$700 million startup Dataminr just poached the COO of another hot startup to be its CFO
The company, which takes a firehose of data from social media sources like Twitter and transforms it into useful information and reports for companies, has hired former Googler Julio Pekarovic and Reuters' Steven Schwartz.
Julio Pekarovic, Google's former VP of Finance, has come on board as Dataminr's Chief Financial Officer. He is a particularly notable hire because he jumped ship from another seemingly-hot startup, Canary, after just one year. Pekarovic was COO of Canary, which is a home security camera startup that's kind of like Dropcam; the product took off after it launched an immensely popular Kickstarter campaign and it raised $30 million from investors in June.
Steven Schwartz, who used to run Reuters' largest business unit, will head up Dataminr's news division.
Schwartz enters at a time when Dataminr's news operations, which launched in 2014, are moving at a breakneck pace. "Dataminr's entry into the news business has been unprecedented, installing in over 200 newsrooms at a pace faster than any new information product I have seen during my career," he said.

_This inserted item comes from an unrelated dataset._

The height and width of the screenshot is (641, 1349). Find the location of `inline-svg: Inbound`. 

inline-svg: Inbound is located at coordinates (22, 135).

Dataminr's news product has been described as "TweetDeck on steroids."
And it's not just the news division that has been growing fast.
Earlier this year, Dataminr raised $130 million in Series D funding at a reported $700 million valuation, bringing its total funding to $180 million. The company is backed by investors like Fidelity, Credit Suisse, Goldman Sachs, and Institutional Venture Partners.
This investment has helped Dataminr branch out into new verticals, bringing social media data to bear on more and more industries. Dataminr recently rolled out a new product for security and crisis management, which notifies companies about emerging threats so they can make the right counter moves.
Dataminr wants to build on this growth, and ex-Googler Pekarovic will be instrumental to those plans.
"Julio Pekarovic joined Google at a time when the company was the same size as Dataminr is today," Dataminr CEO Ted Bailey said. "And [he] helped grow their revenue at a rate of 250x to $22 billion over a seven-year period."